EPA Seeks Comment on Dietary Risks from Pesticides
April 12, 1999
The Environmental Protectio Agency has taken two actions on pesticides.  EPA seeks public comment for 60 days on a draft guidance document the focuses on choosing a percentile of acute dietary exposure to pesticides and has proposed revoking more than 200 tolerances that previously had been established for pesticides used on a variety of food products.

"This (the guidance document) is one of the key science policies identified...as crucial to implementing tolerance reassessment" under the Food Quality Protection Act, EPA says.  It presents EPA's current approach and rationale for using the 99.9th percentile as a standard for regulating an acute dietary risk assessment.

The paper discusses how EPA now applies the statutory safety standard to acute dietary risk assessments when setting pesticide tolerances (maximum residue levels) in food, including analyses to determine the nature and amounts of pesticides that people might be exposed to over a single day.
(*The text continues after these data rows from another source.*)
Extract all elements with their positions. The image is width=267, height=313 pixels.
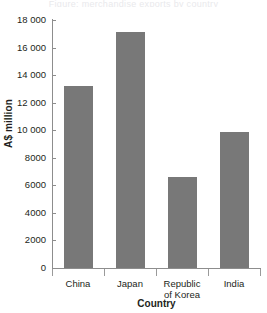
y-axis-tick-label: 0 (41, 263, 46, 273)
plot-area: 18 00016 00014 00012 00010 0008000600040… (52, 20, 260, 268)
x-axis-tick-label-line: China (52, 278, 104, 289)
y-axis-tick-label: 14 000 (17, 70, 46, 80)
x-axis-tick-label: China (52, 278, 104, 289)
y-axis-tick-label: 16 000 (17, 43, 46, 53)
bar (168, 177, 197, 268)
x-axis-tick-label-line: India (208, 278, 260, 289)
x-axis-separator-tick (260, 269, 261, 276)
y-axis-tick-label: 18 000 (17, 15, 46, 25)
y-axis-tick-label: 8000 (25, 153, 46, 163)
y-axis-title: A$ million (3, 84, 14, 164)
x-axis-tick-label-line: Republic (156, 278, 208, 289)
bar-chart-figure: Figure: merchandise exports by country A… (0, 0, 267, 313)
cropped-caption-text: Figure: merchandise exports by country (0, 0, 267, 7)
x-axis-separator-tick (156, 269, 157, 276)
x-axis-tick-label-line: Japan (104, 278, 156, 289)
bar-series (52, 20, 260, 268)
x-axis-title: Country (52, 298, 261, 309)
bar (116, 32, 145, 268)
x-axis-tick-label: India (208, 278, 260, 289)
bar (220, 132, 249, 268)
y-axis-tick-label: 10 000 (17, 125, 46, 135)
x-axis-separator-tick (52, 269, 53, 276)
x-axis-separator-tick (208, 269, 209, 276)
bar (64, 86, 93, 268)
x-axis-tick-label: Japan (104, 278, 156, 289)
y-axis-tick-label: 6000 (25, 180, 46, 190)
y-axis-tick-label: 2000 (25, 235, 46, 245)
x-axis-separator-tick (104, 269, 105, 276)
x-axis-tick-label: Republicof Korea (156, 278, 208, 300)
y-axis-tick-label: 12 000 (17, 98, 46, 108)
y-axis-tick-label: 4000 (25, 208, 46, 218)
The proposed revocation of tolerances follows up earlier actions on canceled pesticides or uses.  The review is part of the tolerance reassessment process that EPA is conducting under the FQPA.

EPA reassessed more than 2,300 tolerances of the 3,200 or so needed to meet the August 1999 goal of reassessing 33% of tolerances existing when the law was enacted.

There are 15 active ingredients associated with this latest proposal.

EPA has opened a 60-day comment period for pesticide manufacturers, growers and other potentially affected groups to present opinions on the revocations and other changes in the proposal.